State the problem precisely before asking the first why
A vague problem statement produces vague root causes — be specific about what happened.
Why it works
The Five Whys chain is only as useful as its starting point. A problem stated as "things went wrong" or "quality was poor" can be explained by almost anything, so the first "why" branches in dozens of directions and the chain never converges. A precise problem statement — "the third weld in batch 47 failed at the seam, not the joint" — constrains the why-chain to the specific causal path relevant to this failure. Precision at the start is the investment that makes the rest of the analysis tractable.
How to do it
- Describe the problem as specifically as possible: what failed, where, when, under what conditions?
- Include what did NOT fail — this narrows the cause space.
- Avoid evaluative language ("it was bad") — stick to observable facts.
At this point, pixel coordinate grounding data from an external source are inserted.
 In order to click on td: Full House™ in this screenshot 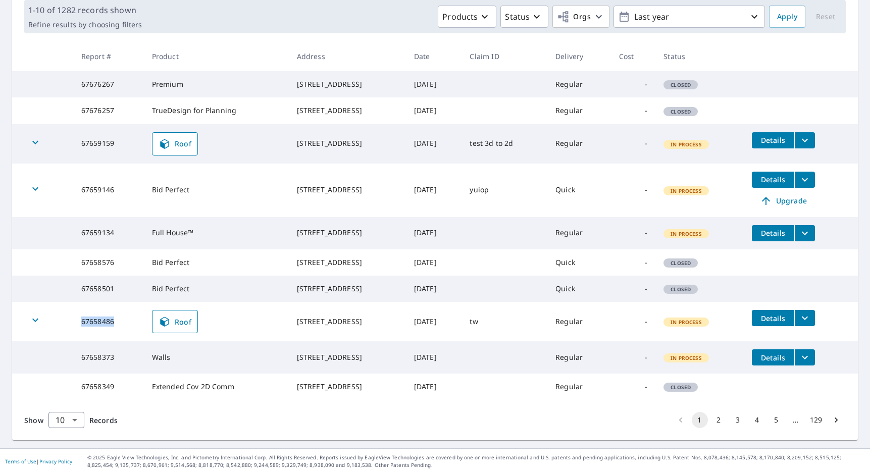, I will do `click(216, 233)`.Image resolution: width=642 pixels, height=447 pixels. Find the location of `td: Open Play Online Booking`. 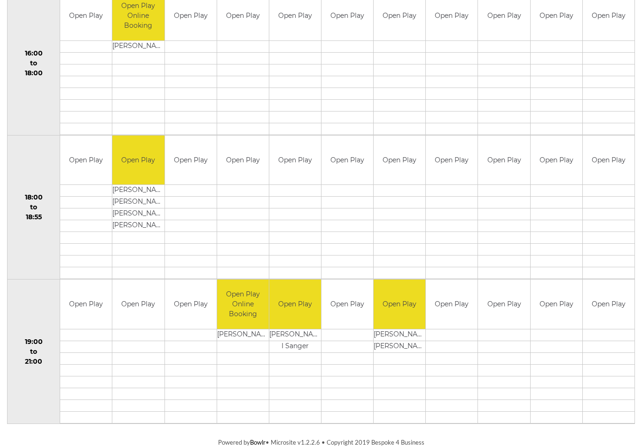

td: Open Play Online Booking is located at coordinates (243, 304).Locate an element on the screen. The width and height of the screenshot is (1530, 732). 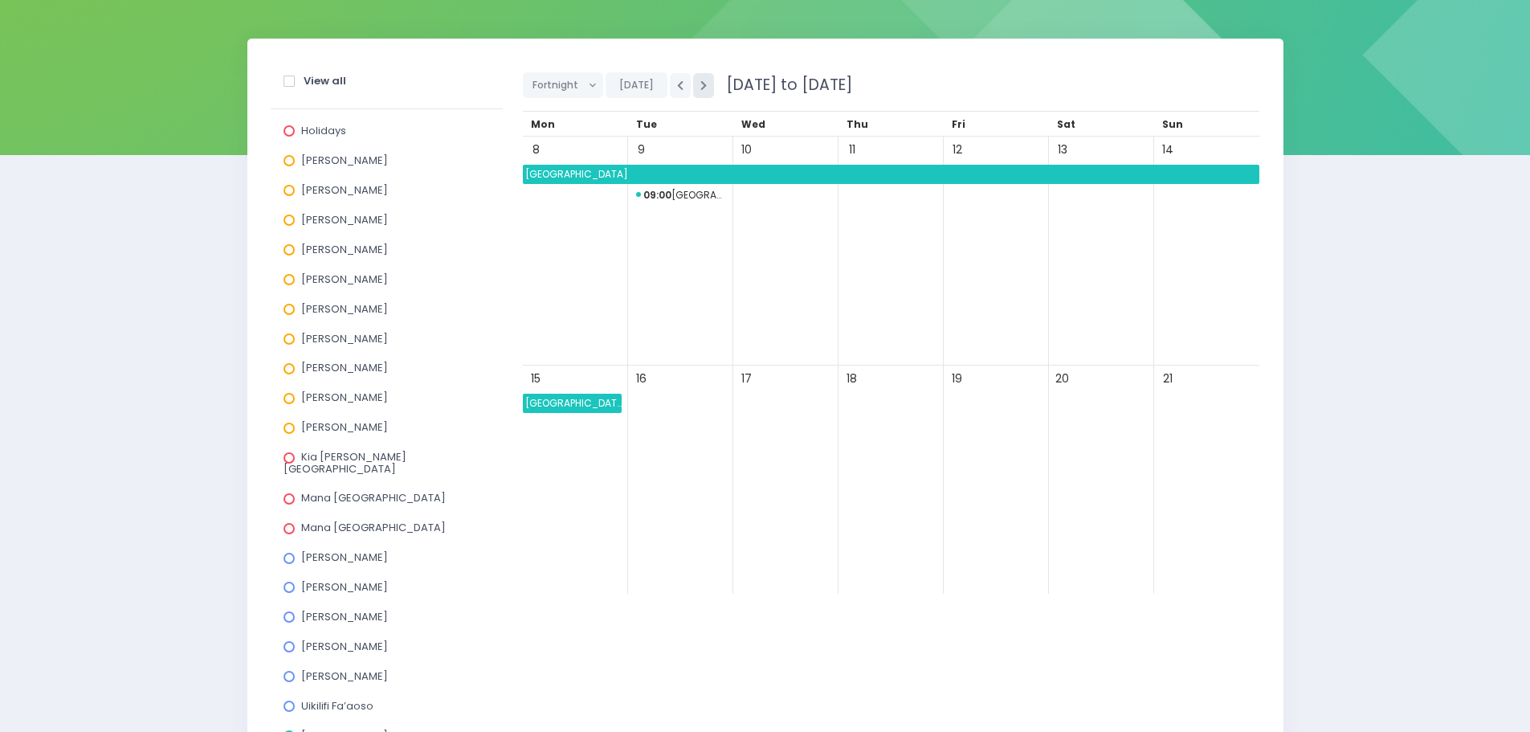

- If you are not sure of the precise facts, gather them before starting the why-chain.
Evidence
Problem specification is a foundational step in all formal root-cause analysis methods (FMEA, fault tree analysis, Ishikawa diagrams). Toyota’s own accounts of the Five Whys emphasize precise problem observation as the prerequisite. (mechanistic)
Precise specification is harder than it sounds in complex sociotechnical systems where the boundary of "the problem" is itself contested.
Sources
- Ohno (1988), Toyota Production System — problem specification as prerequisite to root cause analysis
Common mistake
Starting with a problem statement that is already a conclusion ("the process is inefficient") rather than an observation ("task X took 4 hours instead of 1"), which makes the first "why" circular.
Practice this with IX Coach
IX Coach asks you to describe your problem in observable terms before starting any root-cause exploration, preventing the why-chain from beginning with a pre-baked explanation.